According to him, “Our constitution is the cause of our inability to resolve the political and economic challenges confronting us as a nation over the decades. What is happening in the country in terms of governance is a premise on the fact that the 1999 Constitution cannot take us anywhere. We need to return to a roundtable to redesign how Nigeria must work as a true federal state instead of the current system.”
 
The former Military Administrator of Ondo State said it is imperative of the political class, especially those in power, to reconsider their position on the recommendations proffered by the “2014 National Conference and other recommendations from similar exercises organised in the past.”
 
The PDP stalwart said his position is not because PDP is no longer in power as some people have accused, saying, “I am not saying my suggestions must be accepted by fiat, but the reality is (that) Nigeria has not been working and there is no guarantee this current system will work.”
 
On the other hand, Ogunlewe said the country could make a speedy amendment of the constitution instead of the call to completely jettison it for a new one.

He said, “The 1999 Constitution has itself made provisions for amendment and if the National Assembly is serious and determined, all necessary amendments that will bring the desired change can be effected in two weeks or at least two months.

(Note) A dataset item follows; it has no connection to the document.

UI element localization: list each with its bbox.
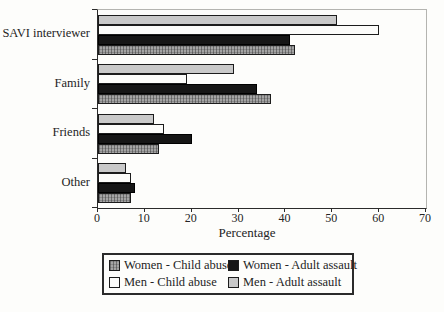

Nigeria cannot go forward with the current system, I agree, but the easiest way is through amendment of the constitution.”

 
The duo, in separate interactions with The Guardian, said the country must tame the escalating rate of unemployment, which they said is a big factor in the high rate of crime in the country.
 
George also expressed displeasure over the conduct of the judiciary, which he said was below standard, especially in most of its verdicts in various election petition tribunals after the 2019 general elections. He, however, said the country needed to call a national prayer where Nigerians would seek forgiveness from God for the country to heal.

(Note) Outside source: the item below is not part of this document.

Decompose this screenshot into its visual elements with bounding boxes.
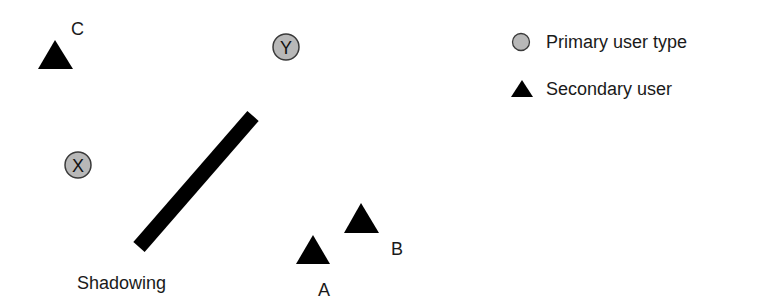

Ogunlewe on Tinubu’s 2023 bid
MEANWHILE, Ogunlewe has denied speaking against the alleged 2023 presidential ambition of national leader of APC, Bola Ahmed Tinubu, as portrayed in some recent publications. The erstwhile PDP member said some mischievous people deliberately quoted him out of context to suit a particular agenda when he was asked recently to comment on Tinubu’s presidential ambition.
 
He said, “In the first place, the 2023 presidential issue is a political matter that goes beyond the desire of an individual even though the individual has the constitutional right to contest if qualified. What I said was that if the ruling party eventually zoned the presidency to the Southwest in 2023, I will support Tinubu base on his political antecedents, but it is not for me to determine where APC will zone it. I am not a member of the party’s executive nor am I a governor.”
 
Ogunlewe said his respect for the national leader was due to several of his political achievements and how he was able to produce three successive governors in Lagos State after he left the same office since 2007.

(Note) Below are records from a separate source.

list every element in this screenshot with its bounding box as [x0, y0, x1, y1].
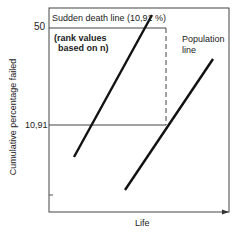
population-label-2: line: [182, 45, 196, 55]
rank-note-1: (rank values: [54, 33, 107, 43]
x-axis-arrow-icon: [222, 210, 229, 215]
y-tick-10-91: 10,91: [25, 120, 48, 130]
x-axis-label: Life: [135, 218, 150, 228]
population-label-1: Population: [182, 34, 225, 44]
sudden-death-label: Sudden death line (10,91 %): [52, 13, 166, 23]
rank-note-2: based on n): [58, 43, 109, 53]
y-tick-50: 50: [34, 22, 45, 32]
y-axis-label: Cumulative percentage failed: [8, 52, 18, 182]
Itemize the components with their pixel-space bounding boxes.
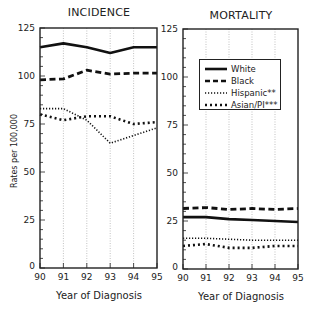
dashed-line-swatch-icon	[205, 78, 229, 84]
charts-canvas: 9091929394950255075100125909192939495025…	[0, 0, 316, 318]
legend-label-black: Black	[231, 76, 254, 86]
x-tick-label: 93	[104, 272, 115, 282]
y-tick-label: 125	[18, 23, 35, 33]
series-line-asianpi	[40, 114, 157, 124]
incidence-plot: 9091929394950255075100125	[18, 23, 163, 282]
legend: White Black Hispanic** Asian/PI***	[199, 59, 281, 110]
x-tick-label: 95	[292, 273, 303, 283]
y-tick-label: 0	[172, 262, 178, 272]
series-line-asianpi	[183, 244, 298, 248]
x-tick-label: 94	[269, 273, 281, 283]
y-tick-label: 25	[167, 216, 178, 226]
heavy-dotted-line-swatch-icon	[205, 102, 229, 108]
series-line-white	[183, 217, 298, 222]
y-tick-label: 0	[29, 261, 35, 271]
y-tick-label: 50	[167, 168, 179, 178]
x-tick-label: 92	[223, 273, 234, 283]
x-tick-label: 91	[58, 272, 69, 282]
legend-item-black: Black	[205, 75, 254, 86]
x-tick-label: 93	[246, 273, 257, 283]
y-tick-label: 25	[24, 215, 35, 225]
x-tick-label: 94	[128, 272, 140, 282]
series-line-black	[183, 208, 298, 210]
legend-item-white: White	[205, 63, 256, 74]
x-tick-label: 92	[81, 272, 92, 282]
series-line-black	[40, 70, 157, 80]
series-line-white	[40, 43, 157, 53]
y-tick-label: 75	[24, 119, 35, 129]
legend-label-hispanic: Hispanic**	[231, 88, 276, 98]
y-tick-label: 100	[161, 72, 178, 82]
legend-label-white: White	[231, 64, 256, 74]
fine-dotted-line-swatch-icon	[205, 90, 229, 96]
legend-label-asian: Asian/PI***	[231, 100, 277, 110]
series-line-hispanic	[183, 238, 298, 240]
y-tick-label: 75	[167, 120, 178, 130]
y-tick-label: 50	[24, 167, 36, 177]
series-line-hispanic	[40, 109, 157, 144]
legend-item-asian: Asian/PI***	[205, 99, 277, 110]
solid-line-swatch-icon	[205, 66, 229, 72]
x-tick-label: 91	[200, 273, 211, 283]
x-tick-label: 95	[151, 272, 162, 282]
plot-frame	[40, 28, 157, 268]
x-tick-label: 90	[34, 272, 46, 282]
y-tick-label: 125	[161, 24, 178, 34]
y-tick-label: 100	[18, 71, 35, 81]
legend-item-hispanic: Hispanic**	[205, 87, 276, 98]
x-tick-label: 90	[177, 273, 189, 283]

“He also used his political influence to retrieve power from PDP in Ekiti, Osun, Ondo, and Oyo States although the party later lost Oyo in the last general election. He was instrumental to the victories of Buhari in 2015 and his reelection in 2019, just as he played significant roles in the appointment of Vice President Yemi Osinbajo as Buhari’s running mate, the elections of the incumbent Senate President, Ahmed Lawan and the Speaker, Mr. Femi Gbajabiamila among others.
 
“Tinubu has paid his dues in politics. All I said is ‘nobody’ should allow himself to be fooled by the northerners who never take the issue of power with levity with anybody, group or region.”